Open kenneth-lee-ch opened 2 months ago
Currently, the package only handles numerical data in numpy arrays. A quick fix would be to convert the categories to numbers first, so replace
categories = np.random.choice(['Category A', 'Category B', 'Category C'], size=data_size)
with something like
categories = np.random.choice([1, 2, 3], size=data_size)
before calling the methods.
Feel free to open a PR if you're interested in adding direct support for different datatypes, and improving the support for pandas dataframes.
Currently, the package only handles numerical data in numpy arrays. A quick fix would be to convert the categories to numbers first, so replace s
categories = np.random.choice(['Category A', 'Category B', 'Category C'], size=data_size)
with something like
categories = np.random.choice([1, 2, 3], size=data_size)
before calling the methods.
Feel free to open a PR if you're interested in adding direct support for different datatypes, and improving the support for pandas dataframes.
How does the library recognizes [1,2,3] as categories rather than some continuous data?
It uses k-nearest-neighbors to detect categories. So if the knn distance of a point with value 1 is 0, then the method assumes that there is a discrete component at 1. This extends to vectors too: if the vector [1,2,3] appears many times in your data, then the estimator will assume that there is a discrete component at the point [1,2,3].
Hope that answers the question
Can someone show me how to use this package to conduct a conditional independence test with mixed data? Suppose I have the following data.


WHAT THIS TASK INVOLVES: Nothing but a number should be given: how many lines in the listing contain the word "тонкое".

ENTRIES SUPPLIED:
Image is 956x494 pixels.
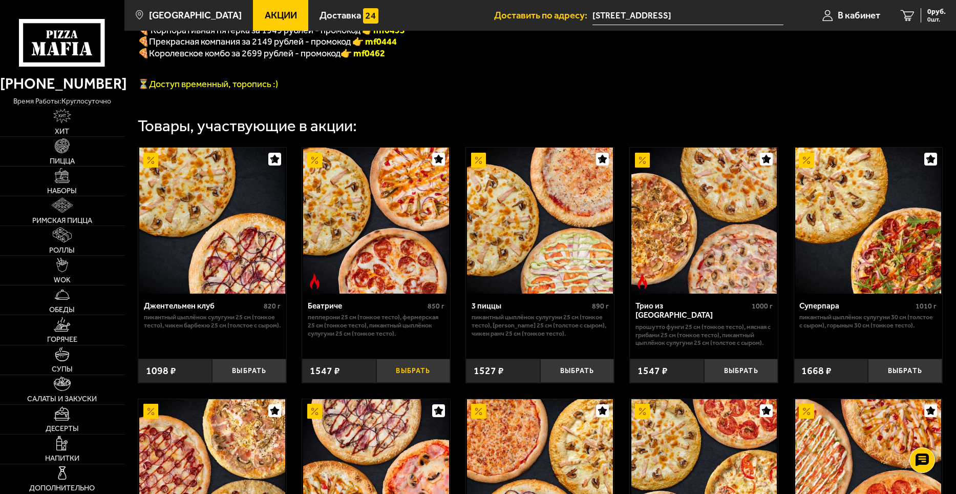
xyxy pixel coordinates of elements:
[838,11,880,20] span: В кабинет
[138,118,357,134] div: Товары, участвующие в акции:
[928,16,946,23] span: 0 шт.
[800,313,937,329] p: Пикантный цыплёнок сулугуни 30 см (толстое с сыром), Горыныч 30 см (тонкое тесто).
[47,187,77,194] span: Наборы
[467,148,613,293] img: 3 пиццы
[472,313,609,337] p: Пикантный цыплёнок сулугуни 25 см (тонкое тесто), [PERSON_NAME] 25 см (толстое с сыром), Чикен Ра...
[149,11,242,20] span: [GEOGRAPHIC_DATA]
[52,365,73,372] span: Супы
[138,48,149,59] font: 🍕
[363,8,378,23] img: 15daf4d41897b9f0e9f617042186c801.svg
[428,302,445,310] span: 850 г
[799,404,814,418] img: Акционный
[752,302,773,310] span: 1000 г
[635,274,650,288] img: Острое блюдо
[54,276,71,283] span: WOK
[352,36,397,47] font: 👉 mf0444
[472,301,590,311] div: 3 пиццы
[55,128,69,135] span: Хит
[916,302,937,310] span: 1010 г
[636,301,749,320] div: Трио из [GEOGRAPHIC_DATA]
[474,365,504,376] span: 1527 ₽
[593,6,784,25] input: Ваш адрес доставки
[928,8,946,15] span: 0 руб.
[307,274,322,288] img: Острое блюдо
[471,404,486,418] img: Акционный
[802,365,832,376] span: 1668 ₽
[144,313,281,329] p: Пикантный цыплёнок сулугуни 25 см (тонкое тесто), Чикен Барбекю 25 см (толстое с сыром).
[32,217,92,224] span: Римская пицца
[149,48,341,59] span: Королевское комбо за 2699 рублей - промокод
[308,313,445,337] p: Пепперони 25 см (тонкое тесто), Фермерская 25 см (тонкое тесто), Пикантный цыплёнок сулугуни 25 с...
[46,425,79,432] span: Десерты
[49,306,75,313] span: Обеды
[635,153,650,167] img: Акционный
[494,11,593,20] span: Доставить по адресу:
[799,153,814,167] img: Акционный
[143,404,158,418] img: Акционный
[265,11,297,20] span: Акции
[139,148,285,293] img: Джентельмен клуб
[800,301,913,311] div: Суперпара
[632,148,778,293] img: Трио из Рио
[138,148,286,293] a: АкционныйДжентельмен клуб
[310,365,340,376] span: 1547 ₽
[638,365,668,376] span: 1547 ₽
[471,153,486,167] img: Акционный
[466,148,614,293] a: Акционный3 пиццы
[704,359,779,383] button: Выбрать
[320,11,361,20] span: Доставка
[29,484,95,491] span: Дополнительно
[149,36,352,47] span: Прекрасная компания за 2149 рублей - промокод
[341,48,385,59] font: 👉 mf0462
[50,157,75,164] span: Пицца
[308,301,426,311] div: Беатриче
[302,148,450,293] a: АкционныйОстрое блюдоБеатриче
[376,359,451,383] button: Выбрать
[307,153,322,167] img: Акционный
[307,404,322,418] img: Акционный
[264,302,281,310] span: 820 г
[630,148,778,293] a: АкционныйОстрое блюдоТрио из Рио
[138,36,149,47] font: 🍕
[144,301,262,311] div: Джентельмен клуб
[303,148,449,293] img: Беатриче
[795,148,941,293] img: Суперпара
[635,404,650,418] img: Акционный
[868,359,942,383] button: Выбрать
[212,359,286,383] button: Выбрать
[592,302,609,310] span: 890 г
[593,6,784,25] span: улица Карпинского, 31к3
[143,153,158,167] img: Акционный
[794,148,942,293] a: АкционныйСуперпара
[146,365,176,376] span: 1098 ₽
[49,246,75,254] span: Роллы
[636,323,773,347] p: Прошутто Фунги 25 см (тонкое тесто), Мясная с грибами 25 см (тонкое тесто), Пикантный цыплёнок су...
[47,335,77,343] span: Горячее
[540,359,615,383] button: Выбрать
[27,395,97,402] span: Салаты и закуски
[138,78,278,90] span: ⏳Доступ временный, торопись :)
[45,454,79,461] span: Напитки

TASK RESULT: 5